Levine’s lawsuit complains at length about the Met’s decision to have him step down as music director in 2016. The path to do so was cleared by a 2015 agreement (included as an exhibit in the suit) in which Levine extended his contract as music director through the summer of 2019. As music director he was paid $700,000 a year, plus $50,000 for travel and expenses, and $27,000 per performance — more than the $17,000 that the Met usually describes as its top fee. (Levine’s contract prohibited the Met from paying anyone more than him for performances, unless he agreed.)

The 2015 agreement, which came after years of health problems and cancellations, allowed the Met to make him music director emeritus should he be unable to perform his duties. During that season, 2015-16, Levine grew erratic at the podium, where the Met had previously built an elevator to accommodate his wheelchair. Musicians and singers said in interviews at the time that he had become hard to follow.

But when Gelb spoke to Levine about transitioning to emeritus status, he resisted.

“Astoundingly,” the lawsuit states, Gelb invited a reporter for The New York Times to attend a meeting with Levine and his neurologist, Dr. Stanley Fahn, that winter. The doctor said at the meeting that Levine’s most serious problems could probably be solved by adjusting the medication he was taking for his Parkinson’s disease.

But in April 2016, the lawsuit says, Gelb “unilaterally forced Levine to step down as music director.” The lawsuit accuses the Met of issuing a public statement in Levine’s name that “suggested that Levine agreed with the decision to stop serving as music director, even though Levine emphatically disagreed.” As Levine’s health showed signs of improvement, he continued to conduct, and was given high-profile assignments by Gelb.

Last December, after the Met suspended Levine and launched an investigation into accusations of sexual abuse that had appeared in articles in The Times and The New York Post, Levine’s lawyers sent a letter to Ann Ziff, the chairman of the Met’s board. The suit says the letter denied the allegations and demanded that the Met lift his suspension and allow him to conduct the remaining performances he had been scheduled to lead this season. Levine claims he did not get a response. The relationship that is now shattered began decades ago. Gelb, who was an usher at the Met when he was a teenager, worked with Levine as a producer of the Met’s telecasts in the 1980s. Both men were greatly influenced by Ronald A. Wilford, who was Levine’s powerful manager as well as a mentor and former employer of Gelb’s. (He died in June 2015 at 87.)

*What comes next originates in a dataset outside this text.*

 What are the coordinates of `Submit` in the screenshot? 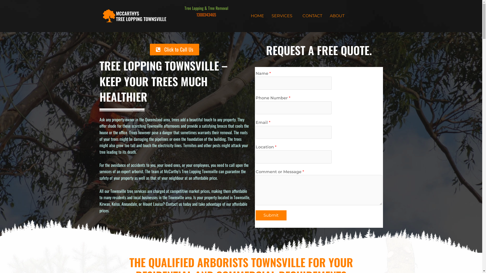 It's located at (271, 216).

Gelb became the Met’s general manager in 2006, and arrived as a change agent at the company Levine had guided for decades. He began staging works by composers Levine had previously shown little interest in; championing new and sometimes controversial production styles; and launching the Met’s “Live in HD” simulcasts to cinemas.

The suit charges that Gelb was trying to “create a Met in his own image, even though he had no artistic qualifications to do so,” and that Gelb had long wanted to “replace Levine with a younger conductor.” (Yannick Nézet-Séguin, 43, will become music director next season.)

The suit claims the Met had no right to terminate Levine “based on allegations of misconduct or wrongdoing by him, least of all for conduct that predates the agreements.” His contract did not contain a so-called “morals clause,” though Gockley, the impresario, said that such clauses are “totally standard” at many performing arts organizations.

Now the issue of whether Levine could be fired for what the Met called “sexually abusive and harassing conduct toward vulnerable artists in the early stages of their careers, over whom Levine had authority,” is headed for court.